Betty Tebbs (10 April 1918 – 23 January 2017) was an English activist for women's rights and a peace campaigner. She was described by the People's History Museum in Manchester as "a radical hero who worked tirelessly and with great humility to campaign for equal rights, workers' rights and peace her whole life".
Tebbs was the youngest child of a joiner and a maid.[1] She was born in Bury, Lancashire, on 10 April 1918[2] and the rheumatic fever suffered during her childhood meant that she had a patchy education.[1] She was married to Ernest Whewell until 1944, when he died during active service in the Second World War.[1]
Tebbs, who lived latterly in Prestwich, married for a second time in 1947. Her second husband, Leonard Tebbs, a former soldier and university lecturer who died in 1979, aged 61, had encouraged her in campaigning for peace and also to further her education at college when in her 50s. The couple had met in 1945 and had a son, Glyn. She also had a daughter, Patricia, from her first marriage.[1] Encouragement from her grandchildren led to publication of an autobiography titled A Time to Remember in 2007.
Tebbs became involved in activism around the age of 14 when she realised that a boy with whom she worked at the East Lancashire Paper Mill (ELPM) was earning two shillings per week more than she was for doing the same job. Tebbs was a lifelong member of a trades union – initially, the National Union of Printing, Bookbinding and Paper Workers[3] – from the time that she discovered the pay discrepancy at ELPM. She was involved in union activities there for 17 years until the death of Whewell in 1944.[4] In 1968 she played a role in the Society of Graphical and Allied Trades adopting a motion that the National Economic Council establish a women's advisory committee, that would advise the council on issues affecting women workers. Tebbs had stated that the trade union movement had not been sufficiently successful in addressing women's issues.[5]
After Whewell's death, she was dismayed with the unfairness of a tax and allowance system that she thought penalised war widows.[6] At a union conference in 1960 she advocated for the withdrawal of U.S. troops from their bases in Britain. She also became prominent in peace activism and joined the Campaign for Nuclear Disarmament when it began in 1958. She became chair of the National Assembly of Women in 1978, having joined it in 1952,[1] and met with world leaders in her attempts to bring about nuclear disarmament. Tebbs was banned from entering the United States due to her activism, and her protests against the Trident nuclear programme at Faslane led to her arrest at the age of 89.[7] [8]
Tebbs also continued working for women's rights as a member of trade unions,[9] and led a successful strike for equal pay at ELPM in the early 1950s.[2] [7] She persuaded a number of women to join her union at the mill she worked at after leaving ELPM, and herself moved up the union hierarchy, representing it as district representative, district committee member, and as women's representative for the northwestern region.[9] She attended union conferences in Scarborough in 1958 and 1960, and attended the International Women's Conference in Switzerland on behalf of the union.[9] She also worked on campaigns for equality at numerous other industrial sites[1] and established a refuge at Warrington for women who had suffered from domestic violence.[10]
In 1963 she was elected to the Radcliffe Municipal Borough Council against stiff opposition,[9] running as a Labour Party candidate.[3] For some time she was the sole woman on the council.[3] Tebbs had left the Communist Party of Great Britain (CPGB) in protest against the Hungarian Revolution of 1956. She later left Labour to rejoin the CPGB, and then the New Communist Party.[3] Later still, she returned to the Labour Party fold to vote for Jeremy Corbyn in the 2015 party leadership election.[1]
Tebbs was interviewed at the People's History Museum (PHM) by actor and activist Maxine Peake in June 2016.[8] Shortly before her death on 23 January 2017 at the age of 98, she was recognised with the PHM's Radical Hero Award, which described her as "a radical hero who worked tirelessly and with great humility to campaign for equal rights, workers' rights and peace her whole life."[2] In 2010, she had been given an award named after Elizabeth Gaskell by Manchester City Council.[7] A fellow activist stated that Tebbs' work had provided the foundation for legislation protecting all women.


> _Task goal_:
Could you transcribe all of the data exactly and skip any pictures?

> _Dataset records_:
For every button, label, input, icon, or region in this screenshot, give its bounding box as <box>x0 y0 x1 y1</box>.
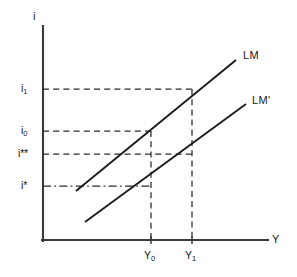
diagram-canvas <box>0 0 297 277</box>
curve-lm <box>76 60 236 191</box>
tick-label-y0: Y0 <box>144 250 155 261</box>
tick-label-y0-sub: 0 <box>151 254 155 263</box>
x-axis-label: Y <box>272 234 279 245</box>
y-axis-label: i <box>33 11 35 22</box>
tick-label-i-double-star-stars: ** <box>20 147 27 159</box>
tick-label-i-double-star: i** <box>18 148 28 159</box>
curve-label-lm-prime: LM' <box>252 95 270 106</box>
tick-label-y1: Y1 <box>185 250 196 261</box>
tick-label-i-star: i* <box>21 180 27 191</box>
tick-label-y1-base: Y <box>185 249 192 261</box>
tick-label-y1-sub: 1 <box>192 254 196 263</box>
tick-label-i-star-stars: * <box>23 179 27 191</box>
lm-curve-diagram: i Y LM LM' i1 i0 i** i* Y0 Y1 <box>0 0 297 277</box>
curve-label-lm: LM <box>243 50 259 61</box>
tick-label-i0-sub: 0 <box>23 129 27 138</box>
tick-label-i1: i1 <box>21 83 28 94</box>
tick-label-i0: i0 <box>21 125 28 136</box>
tick-label-y0-base: Y <box>144 249 151 261</box>
tick-label-i1-sub: 1 <box>23 87 27 96</box>
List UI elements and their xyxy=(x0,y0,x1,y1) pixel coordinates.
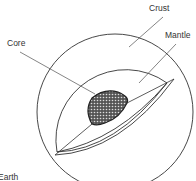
core-label: Core xyxy=(7,38,25,48)
caption-label: Earth xyxy=(0,172,18,181)
core-shape xyxy=(88,91,128,125)
core-leader-line xyxy=(20,52,95,94)
mantle-label: Mantle xyxy=(165,30,191,40)
earth-cutaway-diagram xyxy=(0,0,196,181)
cut-line-upper xyxy=(127,79,174,103)
crust-label: Crust xyxy=(149,3,169,13)
crust-leader-line xyxy=(129,17,163,47)
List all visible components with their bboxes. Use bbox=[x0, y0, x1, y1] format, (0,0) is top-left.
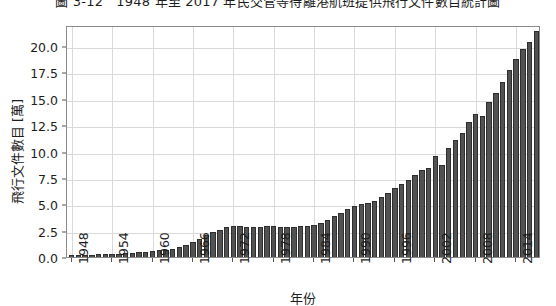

> _Result of the task_:
For every button, label, input, icon, or region in this screenshot, give its bounding box as <box>x0 y0 x1 y1</box>.
diagram-canvas <box>0 0 297 277</box>
curve-lm <box>76 60 236 191</box>
tick-label-y0: Y0 <box>144 250 155 261</box>
tick-label-y0-sub: 0 <box>151 254 155 263</box>
x-axis-label: Y <box>272 234 279 245</box>
y-axis-label: i <box>33 11 35 22</box>
tick-label-i-double-star-stars: ** <box>20 147 27 159</box>
tick-label-i-double-star: i** <box>18 148 28 159</box>
curve-label-lm-prime: LM' <box>252 95 270 106</box>
tick-label-y1: Y1 <box>185 250 196 261</box>
tick-label-i-star: i* <box>21 180 27 191</box>
tick-label-y1-base: Y <box>185 249 192 261</box>
tick-label-y1-sub: 1 <box>192 254 196 263</box>
tick-label-i-star-stars: * <box>23 179 27 191</box>
lm-curve-diagram: i Y LM LM' i1 i0 i** i* Y0 Y1 <box>0 0 297 277</box>
curve-label-lm: LM <box>243 50 259 61</box>
tick-label-i0-sub: 0 <box>23 129 27 138</box>
tick-label-i1: i1 <box>21 83 28 94</box>
tick-label-i0: i0 <box>21 125 28 136</box>
tick-label-y0-base: Y <box>144 249 151 261</box>
tick-label-i1-sub: 1 <box>23 87 27 96</box>
List UI elements and their xyxy=(x0,y0,x1,y1) pixel coordinates.
core-label: Core xyxy=(7,38,25,48)
caption-label: Earth xyxy=(0,172,18,181)
core-shape xyxy=(88,91,128,125)
core-leader-line xyxy=(20,52,95,94)
mantle-label: Mantle xyxy=(165,30,191,40)
earth-cutaway-diagram xyxy=(0,0,196,181)
cut-line-upper xyxy=(127,79,174,103)
crust-label: Crust xyxy=(149,3,169,13)
crust-leader-line xyxy=(129,17,163,47)
List all visible components with their bboxes. Use bbox=[x0, y0, x1, y1] format, (0,0) is top-left.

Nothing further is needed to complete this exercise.